Asset-heavy businesses generally earn low rates of return - rates that often barely provide enough capital to fund the inflationary needs of the existing business, with nothing left over for real growth, for distribution to owners, or for acquisition of new businesses
Investors should be skeptical of history-based models. Constructed by a nerdy-sounding priesthood using esoteric terms such as beta, gamma, sigma and the like, these models tend to look impressive. Too often, though, investors forget to examine the assumptions behind the models. Beware of geeks bearing formulas.
The future is never clear; you pay a very high price in the stock market for a cheery consensus. Uncertainty actually is the friend of the buyer of long-term values.
We try to buy businesses with good-to-superb underlying economics run by honest and able people and buy them at sensible prices. That's all I'm trying to do.
I think the biggest thing we need is to unclog the credit markets, and we may need another stimulus - if we do, it's - it should go to the lower and middle-income people.
If you understood a business perfectly and the future of the business, you would need very little in the way of a margin of safety. So, the more vulnerable the business is, assuming you still want to invest in it, the larger margin of safety you'd need. If you're driving a truck across a bridge that says it holds 10,000 pounds and you've got a 9,800 pound vehicle, if the bridge is 6 inches above the crevice it covers, you may feel okay, but if it's over the Grand Canyon, you may feel you want a little larger margin of safety.
If anything, taxes for the lower and middle class and maybe even the upper-middle class should even probably be cut further. But I think that people at the high end - people like myself - should be paying a lot more in taxes. We have it better than we've ever had it.
There's always a mismatch. I mean, you know, as the economy evolves, it reallocates resources. Now, the real problem, in my view, is - this has been - the prosperity has been unbelievable for the extremely rich people. If you go to 1982, when Forbes put on their first 400 list, those people had $93 billion. They now they have $2.4 trillion, 25 for one. That is - this has been a prosperity that's been disproportionately rewarding to the people on top.
I am out of step with present conditions. When the game is no longer played your way, it is only human to say the new approach is all wrong, bound to lead to trouble, and so on.
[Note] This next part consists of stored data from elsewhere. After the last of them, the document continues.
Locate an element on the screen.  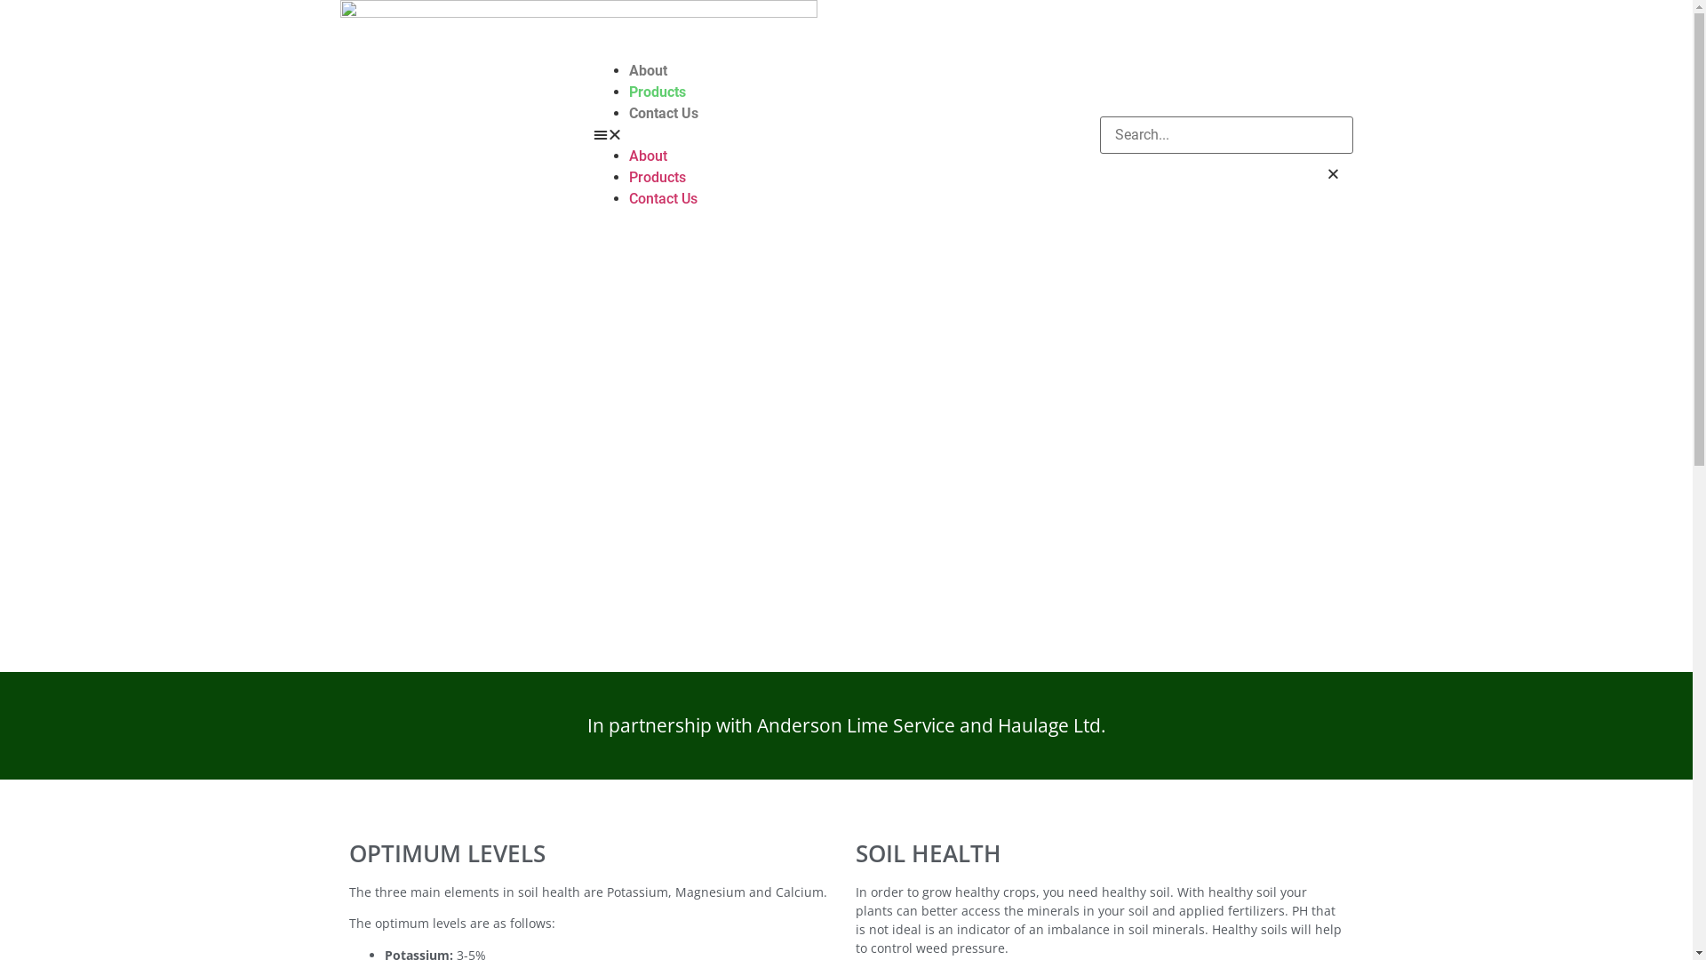
Products is located at coordinates (658, 178).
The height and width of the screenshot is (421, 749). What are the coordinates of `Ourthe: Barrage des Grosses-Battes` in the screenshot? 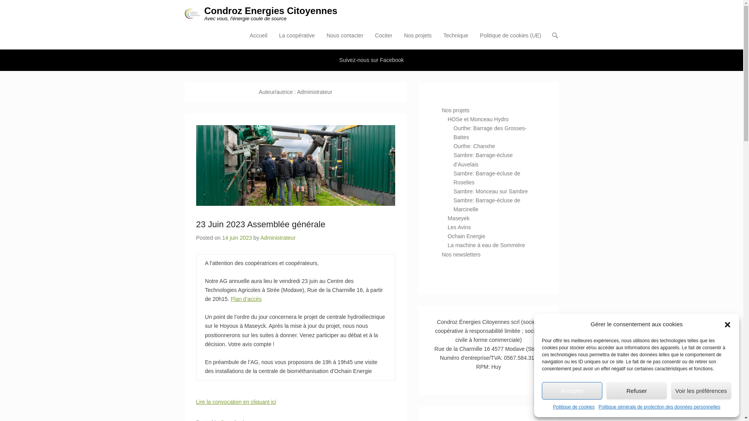 It's located at (490, 133).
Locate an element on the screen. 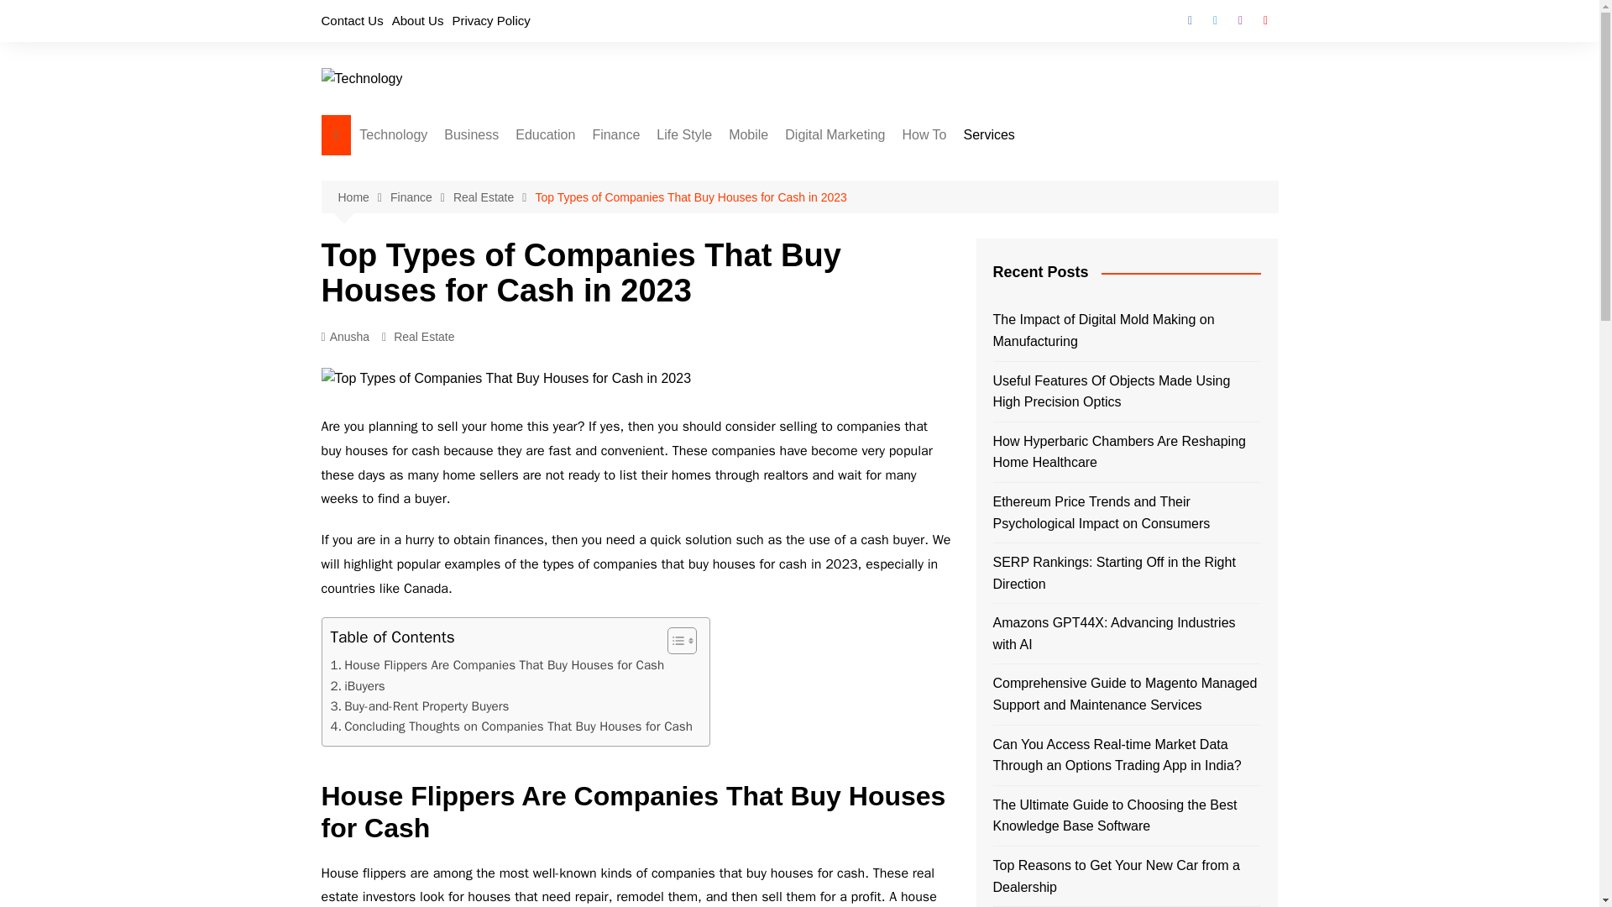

On one point, however, I am clear. I will not abandon a previous approach whose logic I understand ( although I find it difficult to apply ) even though it may mean foregoing large, and apparently easy, profits to embrace an approach which I don't fully understand, have not practiced successfully, and which possibly could lead to substantial permanent loss of capital.
The latter qualification brings to mind a fellow who applied for a job and stated he had twenty years of experience-which was corrected by a former employer to read "one year's experience-twenty times.
We only want to link up with people whom we like, admire, and trust. ... We do not wish to join with managers who lack admirable qualities, no matter how attractive the prospects of their business. We've never succeeded in making a good deal with a bad person.